Lollipops, Poison, and Leadership
According to Sheikh Sultan Bin Ahmed
Al Qasimi did an interview with INSPIRE-Middle East, “The government should
always be the one to calm people,"
“Our deepest fear is not that we are inadequate. Our
deepest fear is that we are powerful beyond measure. It is our light not our
darkness that most frightens us.”
Prior
to this week I had no idea what The Great Baltimore fire of 1904 was. Something
as small as someone dropping a cigar or cigarette into a paper goods warehouse
could force fire fighters across the country to centralize their water hoses. Being
married for twelve years can make you centralize so many things, especially the
way you communicate with the children you are raising. Looking back to the beginning
of our marriage our communication was not aligned because we did not have a
central way of communicating. It is like we were in two separate marriages. Things
I thought were major he thought were not that serious, and things that were important
to him I did not care about. It wasn’t until we were older and had an opportunity
to fine tune our communication to now, we have a centralized way of seeing
things and communicating. Now, our water hoses fit together, and we can parent
(most of the time) on the same page. Being part of an ecosystem at work, and in
my marriage, it is so uniquely similar. First you must figure out ways to collaborate
and see value in things. In my career like my marriage everyday we must start
the day with the questions, “What problems are we solving?” Learning from
veteran married couples and learning from their blueprint. Now I understand
what works for them sometimes won’t work for us. However, we do not want to
reinvent the wheel. If we did not learn anything during the pandemic, we learned
the importance of communicating with each other. My husband has been a sanitation
worker for over 23 years, and I am a social worker. During the shelter in place
order, my husband did not have the luxury of staying home, so communication
became a major part of our marriage. Weather it was me calling to remind him to
bring things home from the store. Or him checking in to see how ever one was
feeling. I was pregnant during the pandemic, and our (then seven-year-old)

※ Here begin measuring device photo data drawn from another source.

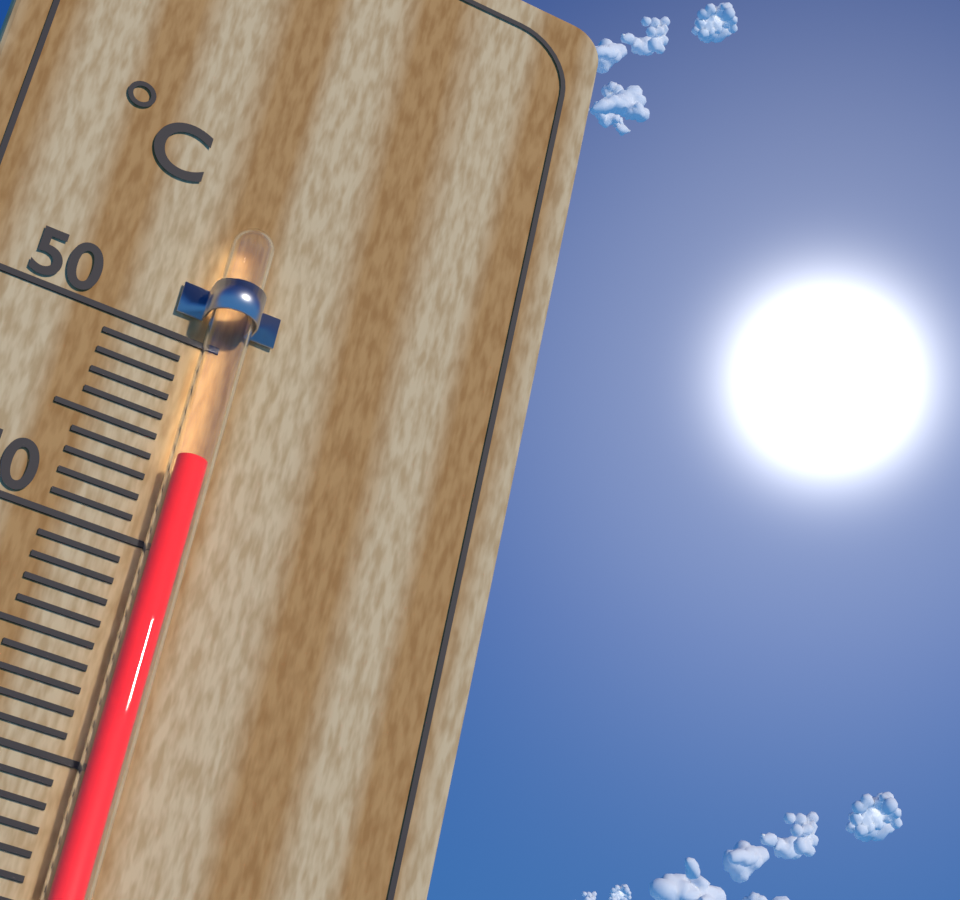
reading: 44 °C
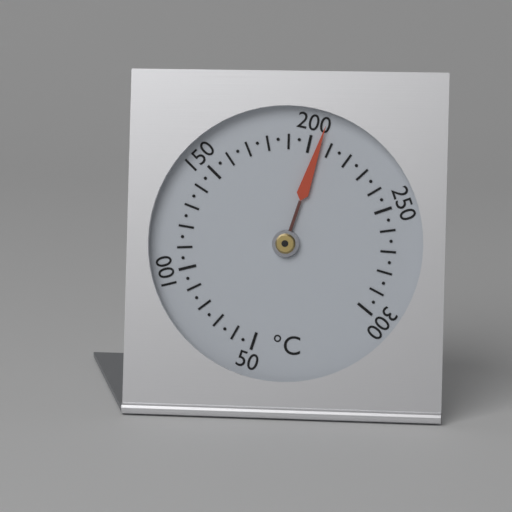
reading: 205 °C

daughter was in the hospital on a ventilator because she had contracted covid.
At the time we did not know what it was. We also had a sixteen-year-old son
home doing virtual school. The way he communicated with his teachers and friends
changed. Our little ecosystem at the time had changed and has not been the
same.
Working
in child welfare in the state of Florida it is written in law in Florida statute
Chapter 39, that a case Manager (social worker as they are called here in Florida)
must do home visit to go out and meet with the children and their caregivers to
assess safety. Now according to the law this must be done every twenty-five
days announced and every ninety days unannounced. During the pandemic this became
dangerous, and very difficult to do. However, it had to be done. Now the county
that I work in, I feel did an amazing job, with remaining compliance and
keeping our children safe during this global pandemic. To date everything is
different. We typically assess for safety, permanency, and wellbeing, however,
during the pandemic we focused our attention more on the mental health component,
not just of our kids, but of our staff as well. Those leaders that were so far
removed that did not know what was happening within their own company now had a
front row seat in some of the struggles we all dealt with, from technological
issues to the clients we service. If we learn communication in a new way, it
can be the glue to hold companies, families, and the world together.
Qasimi, S. S. (2020, March 13). IGCF: What are the
best practices in government communication? (R. Mclaughlin-Eastham,
Interviewer)
Williamson, M. (1992). Return to Love. In M.
Williamson, Return to Love (p. 339). HarperOne.